‘This order is remarkable’: DOJ urges SCOTUS to stop judge from forcing Trump to return wrongfully deported father who had protected legal status

Inset: President-elect Donald Trump on “Meet the Press” Sunday, Dec. 8, 2024 (NBC News/YouTube). Background: Immigration records for Kilmar Abrego Garcia (WTTG/YouTube).

Inset: President-elect Donald Trump on “Meet the Press” Sunday, Dec. 8, 2024 (NBC News/YouTube).

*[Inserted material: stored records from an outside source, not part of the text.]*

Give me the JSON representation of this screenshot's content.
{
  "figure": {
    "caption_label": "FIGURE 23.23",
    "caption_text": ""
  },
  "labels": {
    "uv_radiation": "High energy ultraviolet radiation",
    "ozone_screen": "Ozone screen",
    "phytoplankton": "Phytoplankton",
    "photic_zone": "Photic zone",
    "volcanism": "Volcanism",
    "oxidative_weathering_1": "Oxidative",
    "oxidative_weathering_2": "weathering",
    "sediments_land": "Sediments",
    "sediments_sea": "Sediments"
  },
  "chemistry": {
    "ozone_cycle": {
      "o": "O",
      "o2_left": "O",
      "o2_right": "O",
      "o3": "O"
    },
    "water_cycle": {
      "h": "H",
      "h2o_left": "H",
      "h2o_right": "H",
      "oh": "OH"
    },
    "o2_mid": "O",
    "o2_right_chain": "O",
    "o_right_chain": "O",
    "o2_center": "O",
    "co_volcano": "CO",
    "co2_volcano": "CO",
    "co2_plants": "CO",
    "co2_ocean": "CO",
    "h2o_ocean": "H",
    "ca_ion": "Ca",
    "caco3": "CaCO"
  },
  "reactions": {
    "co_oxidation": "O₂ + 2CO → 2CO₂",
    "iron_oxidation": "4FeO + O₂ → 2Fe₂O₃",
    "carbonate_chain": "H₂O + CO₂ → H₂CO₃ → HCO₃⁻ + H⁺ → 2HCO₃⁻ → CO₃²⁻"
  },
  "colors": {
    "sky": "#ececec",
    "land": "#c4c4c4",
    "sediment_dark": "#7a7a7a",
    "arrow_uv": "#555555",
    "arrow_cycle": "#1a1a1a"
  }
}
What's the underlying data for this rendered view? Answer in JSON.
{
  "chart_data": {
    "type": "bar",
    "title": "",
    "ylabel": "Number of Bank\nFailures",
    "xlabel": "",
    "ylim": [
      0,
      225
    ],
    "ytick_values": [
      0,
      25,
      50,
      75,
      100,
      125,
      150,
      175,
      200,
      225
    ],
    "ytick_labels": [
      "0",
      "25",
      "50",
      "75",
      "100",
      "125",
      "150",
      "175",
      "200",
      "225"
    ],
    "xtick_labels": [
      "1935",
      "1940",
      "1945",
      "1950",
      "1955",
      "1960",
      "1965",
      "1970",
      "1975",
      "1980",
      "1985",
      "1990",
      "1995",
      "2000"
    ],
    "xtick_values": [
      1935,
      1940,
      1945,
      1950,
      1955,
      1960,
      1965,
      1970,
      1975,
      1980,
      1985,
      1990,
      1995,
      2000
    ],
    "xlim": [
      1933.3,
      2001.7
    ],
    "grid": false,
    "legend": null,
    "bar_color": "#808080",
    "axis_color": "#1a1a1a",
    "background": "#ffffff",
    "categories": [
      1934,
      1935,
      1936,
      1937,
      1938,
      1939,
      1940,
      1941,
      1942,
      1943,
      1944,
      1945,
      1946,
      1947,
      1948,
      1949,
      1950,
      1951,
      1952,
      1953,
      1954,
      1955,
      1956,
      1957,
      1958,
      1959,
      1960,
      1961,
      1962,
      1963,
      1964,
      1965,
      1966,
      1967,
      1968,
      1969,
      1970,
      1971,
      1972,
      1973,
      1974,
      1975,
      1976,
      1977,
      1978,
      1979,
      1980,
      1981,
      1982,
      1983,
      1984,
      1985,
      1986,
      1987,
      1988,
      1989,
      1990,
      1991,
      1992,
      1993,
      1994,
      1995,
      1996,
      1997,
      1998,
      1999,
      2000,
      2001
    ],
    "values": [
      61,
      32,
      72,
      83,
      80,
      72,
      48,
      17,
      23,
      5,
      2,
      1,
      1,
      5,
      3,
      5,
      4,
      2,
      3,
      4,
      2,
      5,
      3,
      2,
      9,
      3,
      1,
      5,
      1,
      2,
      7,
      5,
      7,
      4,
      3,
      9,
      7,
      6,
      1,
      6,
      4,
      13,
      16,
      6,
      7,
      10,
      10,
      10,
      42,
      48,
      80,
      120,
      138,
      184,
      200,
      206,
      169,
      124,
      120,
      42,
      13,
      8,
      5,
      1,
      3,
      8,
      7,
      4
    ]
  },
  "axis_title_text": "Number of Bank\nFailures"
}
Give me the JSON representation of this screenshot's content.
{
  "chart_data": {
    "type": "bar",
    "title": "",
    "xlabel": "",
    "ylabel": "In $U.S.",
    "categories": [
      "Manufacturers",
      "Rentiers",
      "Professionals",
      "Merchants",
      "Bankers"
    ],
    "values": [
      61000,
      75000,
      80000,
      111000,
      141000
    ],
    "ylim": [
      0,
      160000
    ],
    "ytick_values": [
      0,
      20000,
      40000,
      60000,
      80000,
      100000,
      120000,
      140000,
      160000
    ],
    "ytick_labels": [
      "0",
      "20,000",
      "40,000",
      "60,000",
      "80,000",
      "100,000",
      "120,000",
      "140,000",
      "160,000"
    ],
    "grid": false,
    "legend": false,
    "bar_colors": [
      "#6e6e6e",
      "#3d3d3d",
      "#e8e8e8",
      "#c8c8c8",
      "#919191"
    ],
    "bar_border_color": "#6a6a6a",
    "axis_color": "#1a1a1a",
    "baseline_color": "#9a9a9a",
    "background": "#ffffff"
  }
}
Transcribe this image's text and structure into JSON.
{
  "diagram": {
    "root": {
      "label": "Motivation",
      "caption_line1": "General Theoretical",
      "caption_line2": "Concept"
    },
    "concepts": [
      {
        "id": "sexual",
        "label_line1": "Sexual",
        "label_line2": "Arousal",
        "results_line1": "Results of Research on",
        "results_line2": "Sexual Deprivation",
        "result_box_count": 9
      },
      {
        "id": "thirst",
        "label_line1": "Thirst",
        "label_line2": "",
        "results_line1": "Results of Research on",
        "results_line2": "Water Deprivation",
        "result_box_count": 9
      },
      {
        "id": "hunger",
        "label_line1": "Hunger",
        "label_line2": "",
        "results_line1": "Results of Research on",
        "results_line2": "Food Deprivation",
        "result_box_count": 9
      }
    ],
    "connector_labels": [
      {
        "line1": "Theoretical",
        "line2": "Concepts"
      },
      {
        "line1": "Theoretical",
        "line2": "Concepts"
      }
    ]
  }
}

Background: Immigration records for Kilmar Abrego Garcia (WTTG/YouTube).

Chief Justice John Roberts has paused a Monday deadline for the Trump administration to return a protected Maryland resident who was mistakenly sent to El Salvador as part of President Donald Trump’s deportations of Venezuelan migrants back to the United States through a judge’s order after the Justice Department urged the U.S. Supreme Court to do so.

Issuing an order on Monday afternoon, Roberts temporarily halted a preliminary injunction in which U.S. District Judge Paula Xinis gave the DOJ just over three days to facilitate bringing Kilmar Abrego Garcia back to the country, referring to his deportation as “an illegal act” in her order. The 29-year-old was sent to El Salvador on March 15 in error as part of Trump’s proclamation invoking the Alien Enemies Act of 1798 to rush through mass deportations, which have since been blocked by a federal judge, without providing due process to those being flown out of the country.

Abrego Garcia was in the U.S. with protected legal status at the time of his deportation. His wife and 5-year-old child are both U.S. citizens. The DOJ admitted to the lower court on Friday that his deportation was an “administrative error,” leading to the suspension of a 15-year DOJ vet who made the public confession.